Ladies and gents and otherwise, you wanna hear what nepotism sounds like? Welcome to New York! And welcome, more specifically, to the city where knowing someone that knows someone that knows someone in Impose matters more than any original ideas. Your guides today will be the young’uns of Sunflower Bean, a faceless trio that traded in their vaguely cosmic psych rock from two years back for sun-bleached nostalgia and lyrics as generic as over-the-counter drugs. They’re about to cash in their artistic chips to trot Fleetwood Mac cold cuts and stale glam ham to the festival-going masses, and re-package it as their own coming-of-age young adult novel, Twentytwo in Blue. Who else would better know the shortcuts to far-flung publicity that New York can offer?
Yawn. Whenever I listen to this album, I imagine the kids of Sunflower Bean huddled in their snug apartment, brainstorming a checklist. Quick – what styles and themes can we rip off that will please the most people? ‘I Was A Fool’ bears more than a passing resemblance to the Mac’s most beloved hit, ‘Dreams’ – our intrepid peddlers cut and pasted the exact same intro and outro, borrowed from the same palette, robbed a few of Lindsey Buckingham’s tricks, and even riffed on the same evergreen theme of unreliable lovers. Yup. Everyone loves Rumours, so why not engineer yr lead single around its glass bead curtain? Check also ‘small town ennui that climaxes in arson’, via the routine T-Rex imitation ‘Burn It’. Check also ‘non-ironic celebration of the short leash’ via the uninspired Gary Glitter stomp of ‘Puppet Strings’. Check also ‘neo-hippy Velvet Underground fluff on the eternal youth of romance’ via ‘Any Way You Like’. Yup. Sunflower Bean just wanna drive us from trope to trope, and switch up the records in the jukebox every three songs.

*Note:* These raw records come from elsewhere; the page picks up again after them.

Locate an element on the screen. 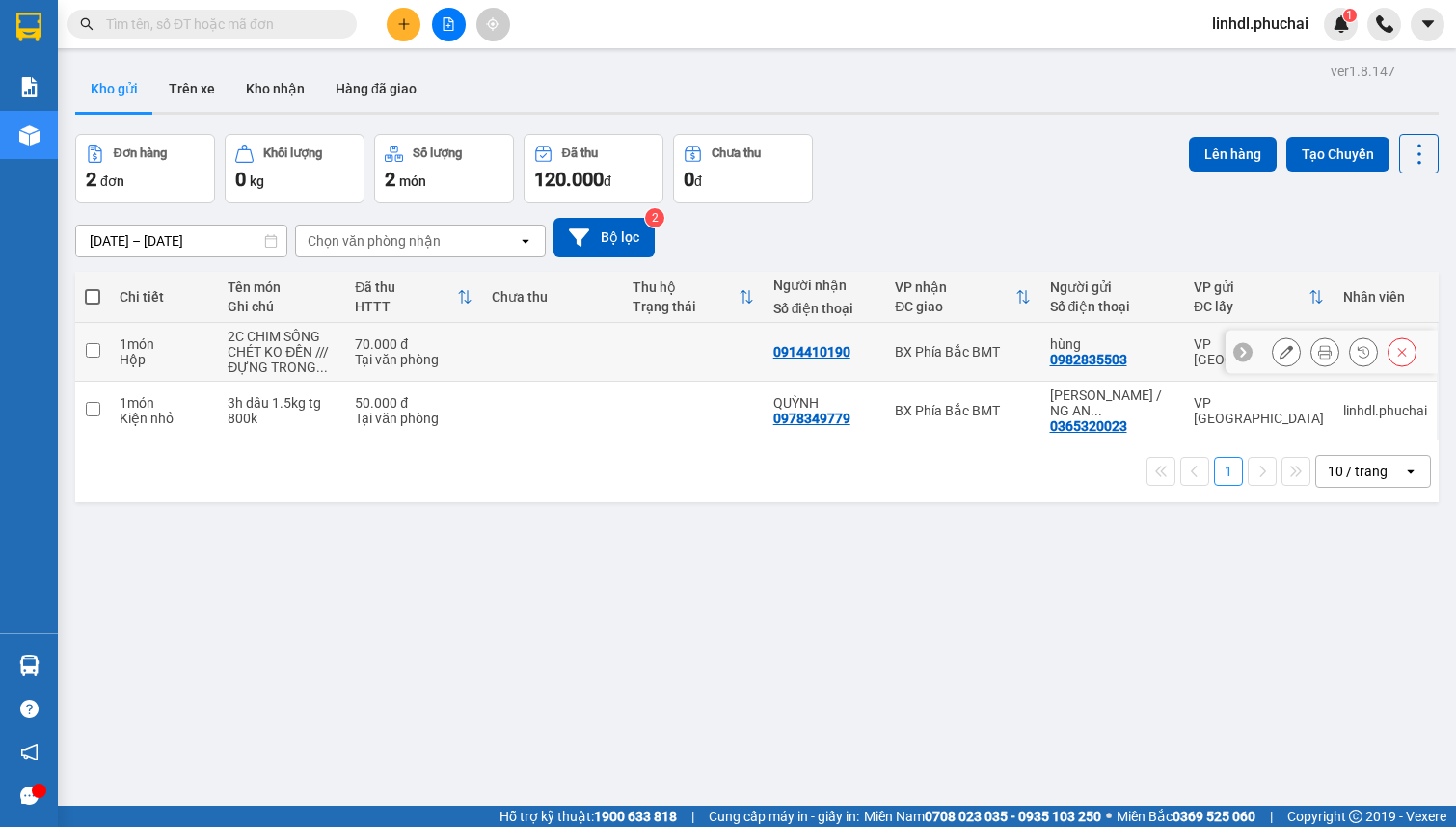 This screenshot has width=1456, height=827. span: kg is located at coordinates (257, 181).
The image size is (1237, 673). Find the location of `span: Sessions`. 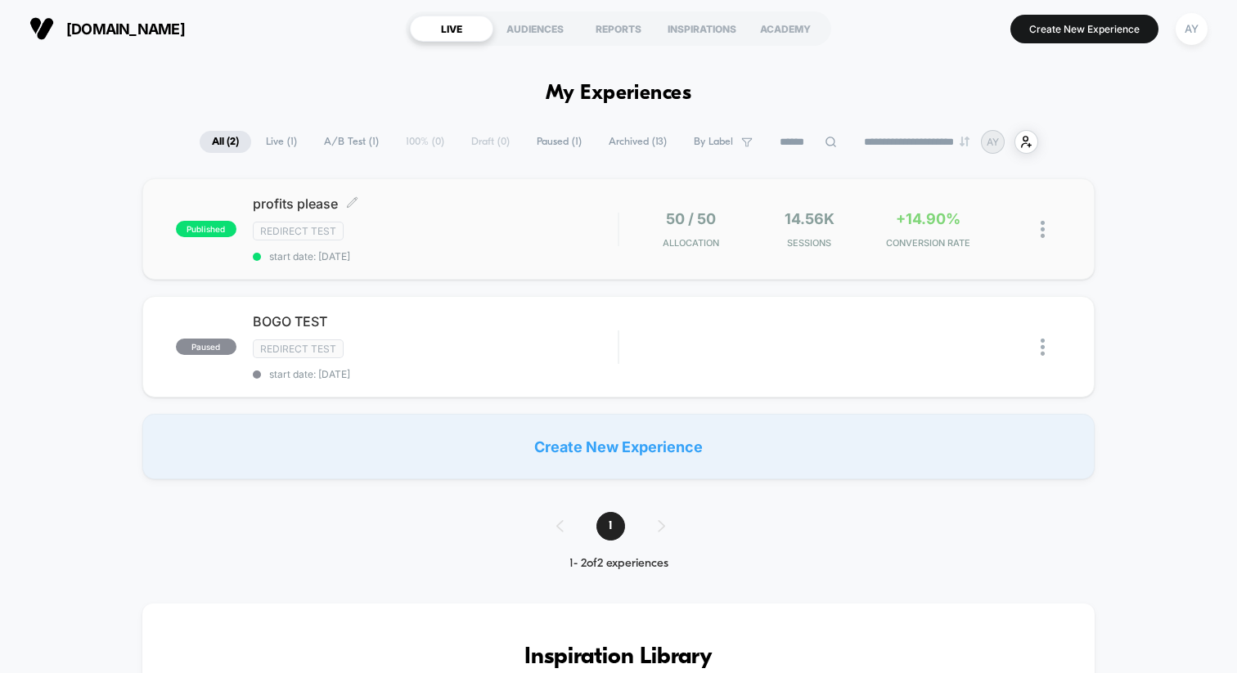

span: Sessions is located at coordinates (809, 243).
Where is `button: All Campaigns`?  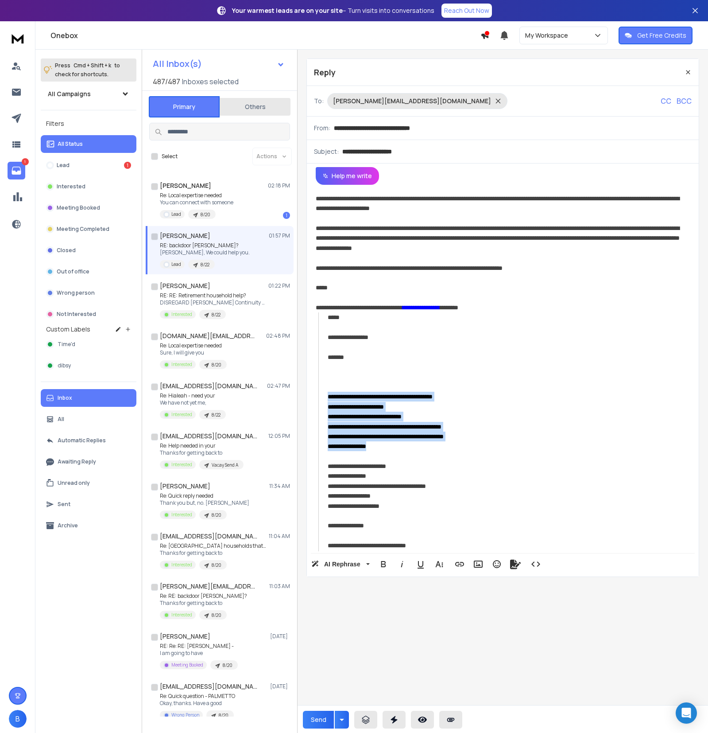
button: All Campaigns is located at coordinates (89, 94).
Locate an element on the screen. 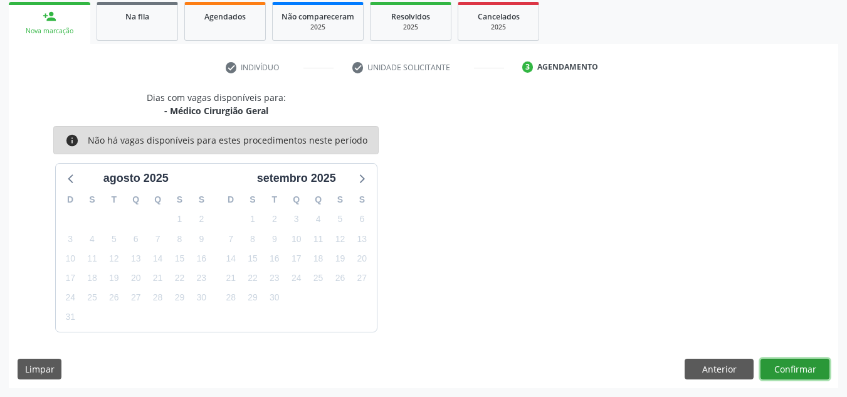  div: setembro 2025 is located at coordinates (296, 178).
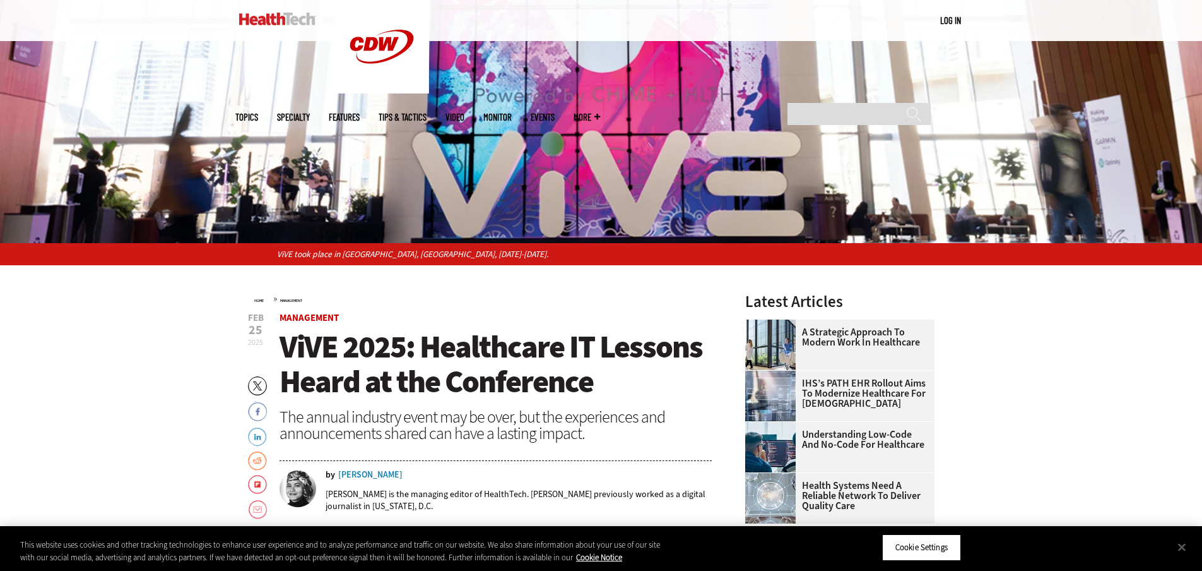  Describe the element at coordinates (293, 117) in the screenshot. I see `span: Specialty` at that location.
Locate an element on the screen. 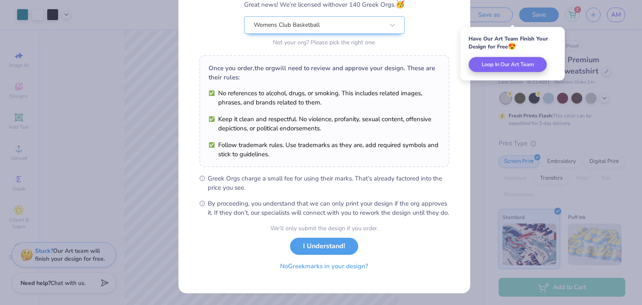  div: We’ll only submit the design if you order. is located at coordinates (324, 228).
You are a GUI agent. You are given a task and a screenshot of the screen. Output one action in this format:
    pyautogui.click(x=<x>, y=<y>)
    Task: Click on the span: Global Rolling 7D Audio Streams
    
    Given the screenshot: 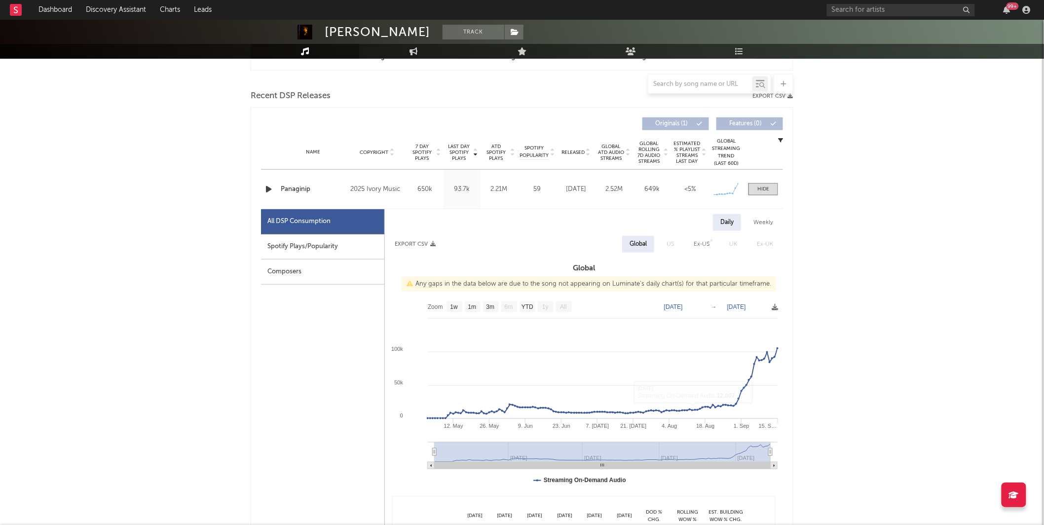 What is the action you would take?
    pyautogui.click(x=649, y=152)
    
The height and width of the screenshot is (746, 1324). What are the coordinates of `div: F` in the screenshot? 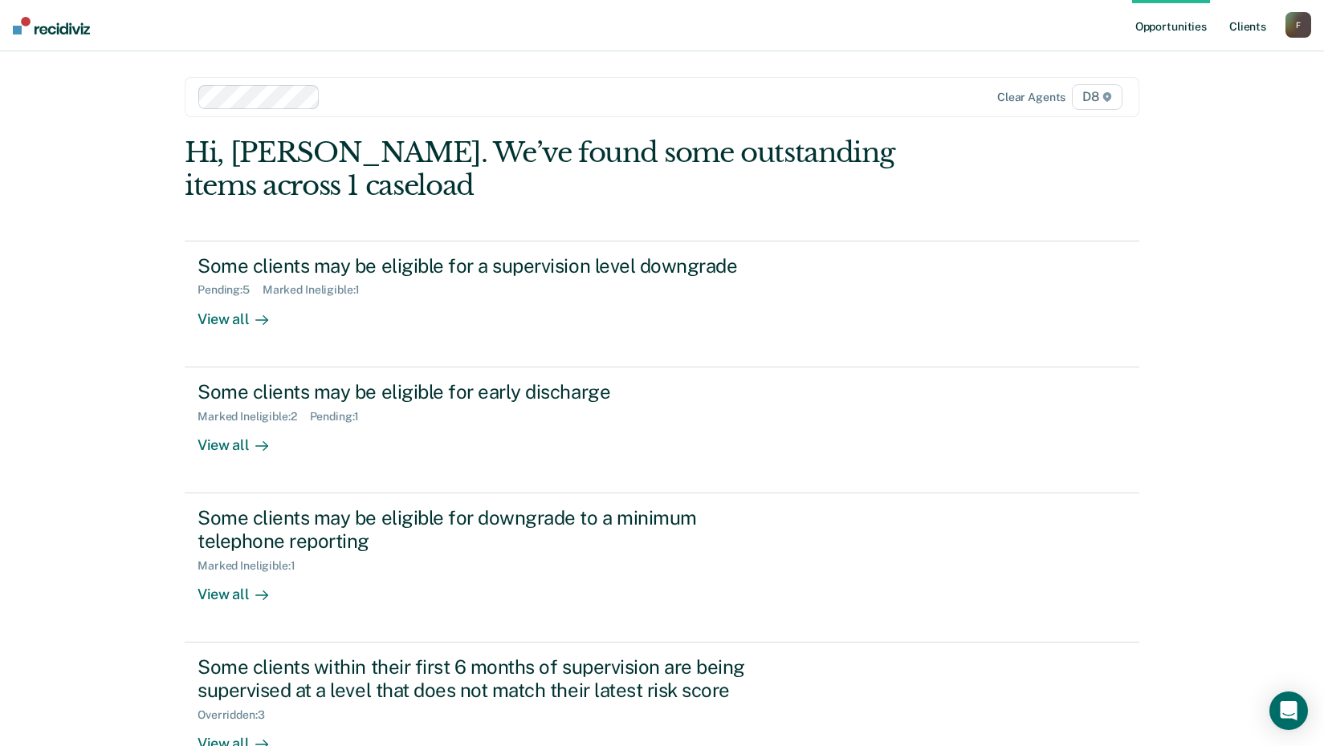 It's located at (1298, 25).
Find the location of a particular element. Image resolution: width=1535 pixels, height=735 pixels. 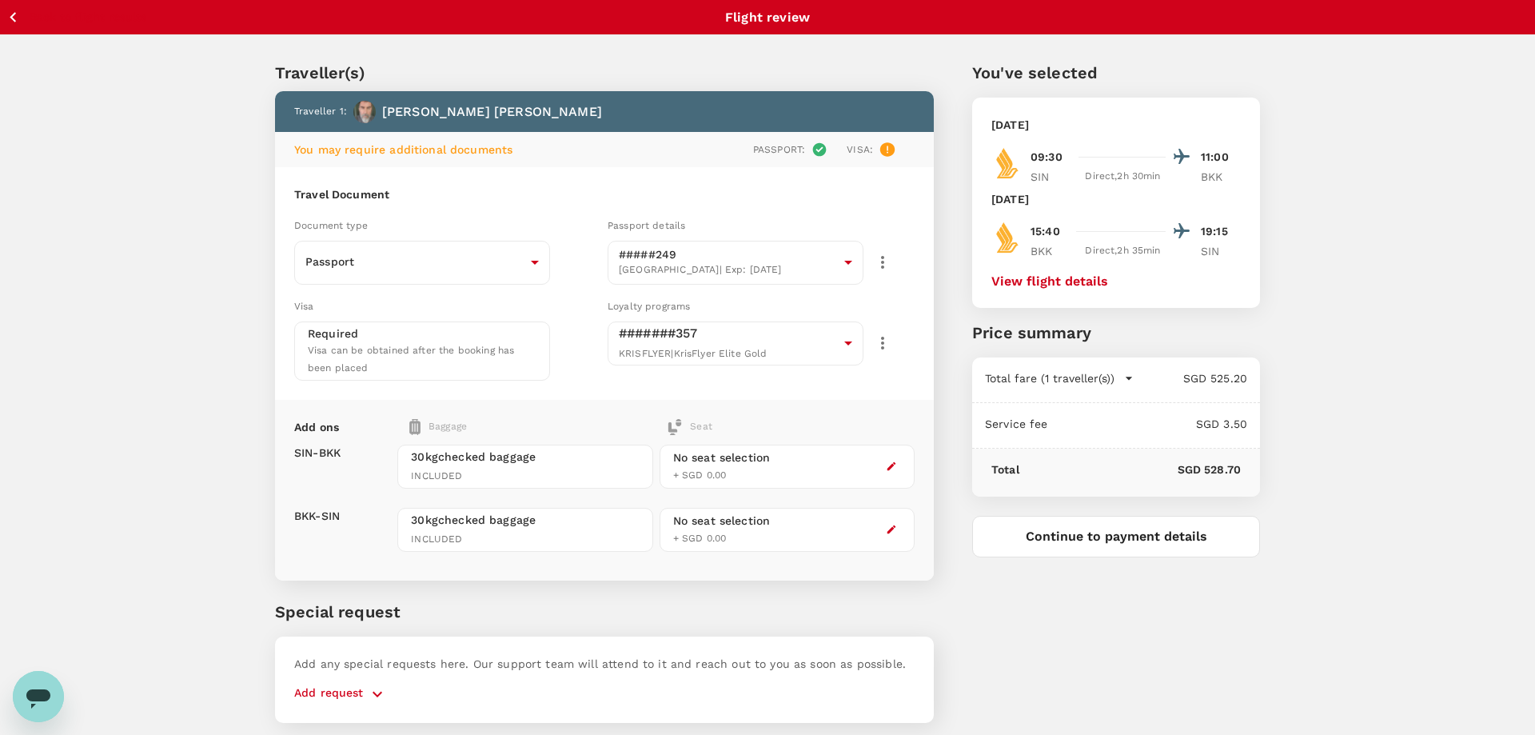

div: Passport is located at coordinates (422, 262).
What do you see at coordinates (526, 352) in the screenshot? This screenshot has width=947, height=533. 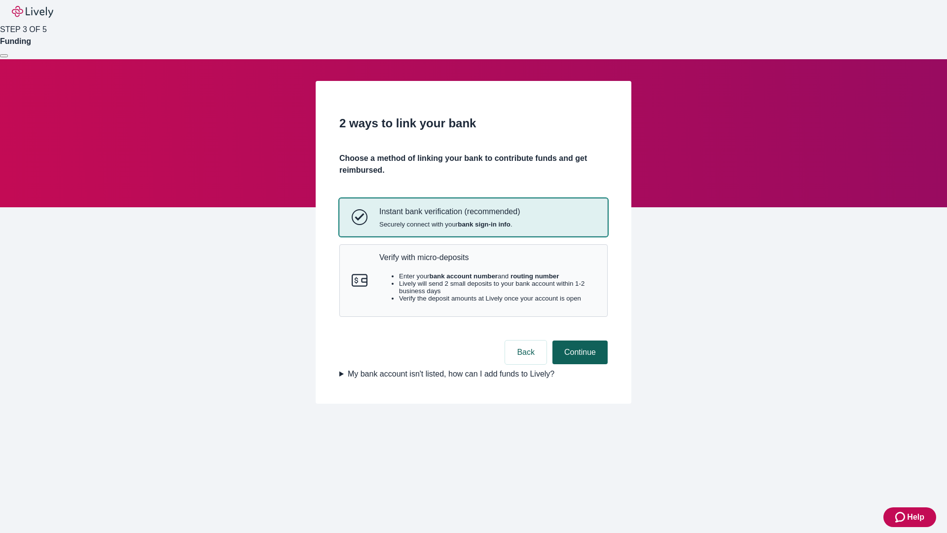 I see `button: Back` at bounding box center [526, 352].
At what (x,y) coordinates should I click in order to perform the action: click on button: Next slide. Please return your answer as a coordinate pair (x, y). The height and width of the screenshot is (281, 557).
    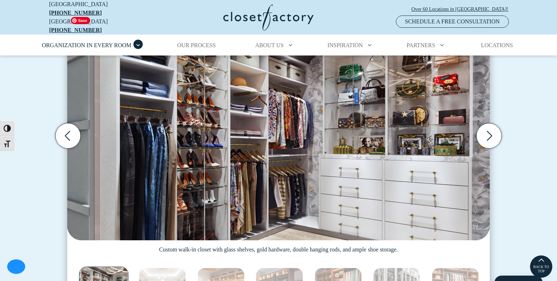
    Looking at the image, I should click on (489, 136).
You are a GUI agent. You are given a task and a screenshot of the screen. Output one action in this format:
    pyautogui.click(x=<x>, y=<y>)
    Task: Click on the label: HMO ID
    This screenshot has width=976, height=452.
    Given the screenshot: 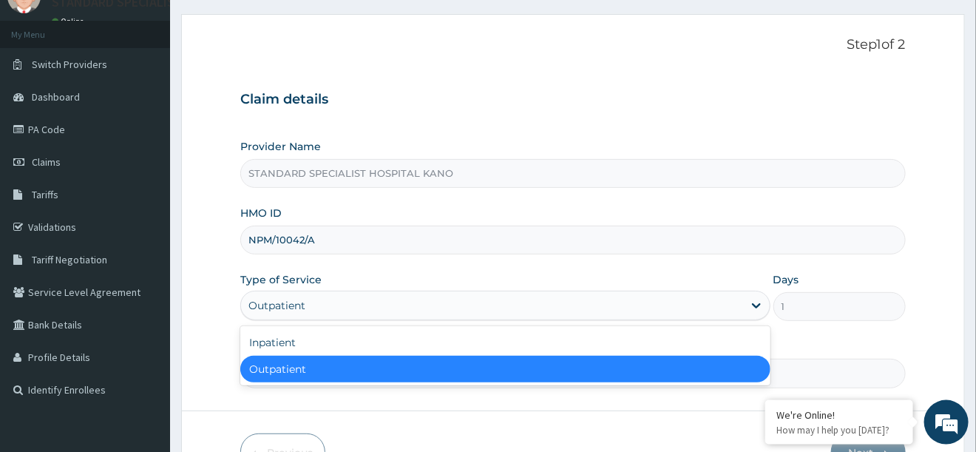 What is the action you would take?
    pyautogui.click(x=261, y=213)
    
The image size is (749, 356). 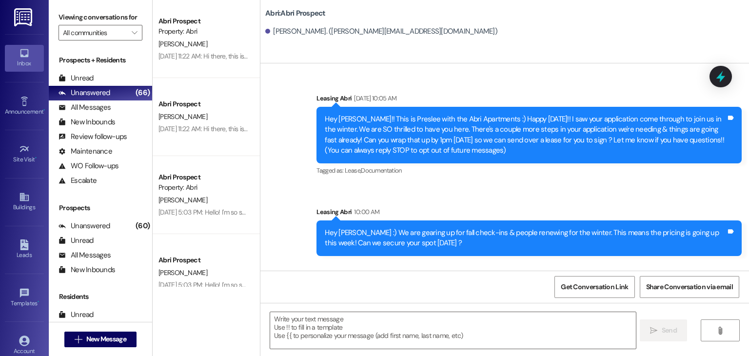 What do you see at coordinates (24, 298) in the screenshot?
I see `a: Templates •` at bounding box center [24, 298].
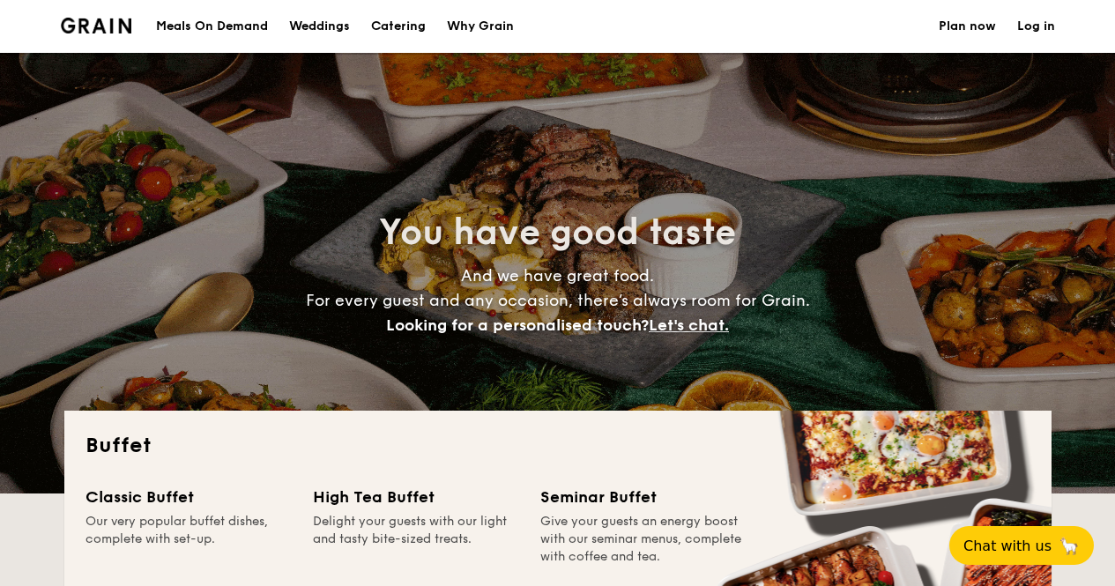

But is this a problem, you might ask. I won’t deny, Julia Cumming has some decent pipes; then again, I also can’t deny that the bakeries in big-box supermarkets can spin some decent buttercream icing. The rhythm section keeps the rhythm and sets the ambience, and that’s about all you can remark about it; sometimes, like on the JAMC downer ‘Only A Moment’, I tend to forget that the bass guitar is even there. And ‘Memoria’ at least conveys a genuinely bittersweet conflict between the growing daughter and her helicopter mother, a clean break too often simplified in the typical bildungsroman story.
Beyond that, though, our flower peddlers serve functional rock music, plastic utensils for rudimentary needs, easily disposable and just as easily replaced. And that’s frustrating, for several reasons – like when part of yr cutlery set includes a “prerequisite protest song”, aka the sunny, Bachman-Turner Overdrive-esque ‘Crisis Fest’. (Hot tip – Ex-Hex did it better.) Sorry, but those flimsy ridges can’t cut through the filet mignon situation on our hands – especially not when the only tangible gripes you’ve got are “been in school for ten years now / 80 grand in debt you’re down”, and a torn-up dress. Those are both legitimate concerns, of course – but then, does this imply that the “we” in the chorus’s rallying cry - We brought you into this place / you know we can take you out - pertains exclusively to college-educated cis women? See also the pseudo-psych ‘Human For’, and the rather clunky refrain ”I don’t need your religion”. Atheism as radicalism was really only cool/shocking in yr hunky dory high school years; who’s forcing heterosexual Cumming to abide by fundamental Christianity, anyway?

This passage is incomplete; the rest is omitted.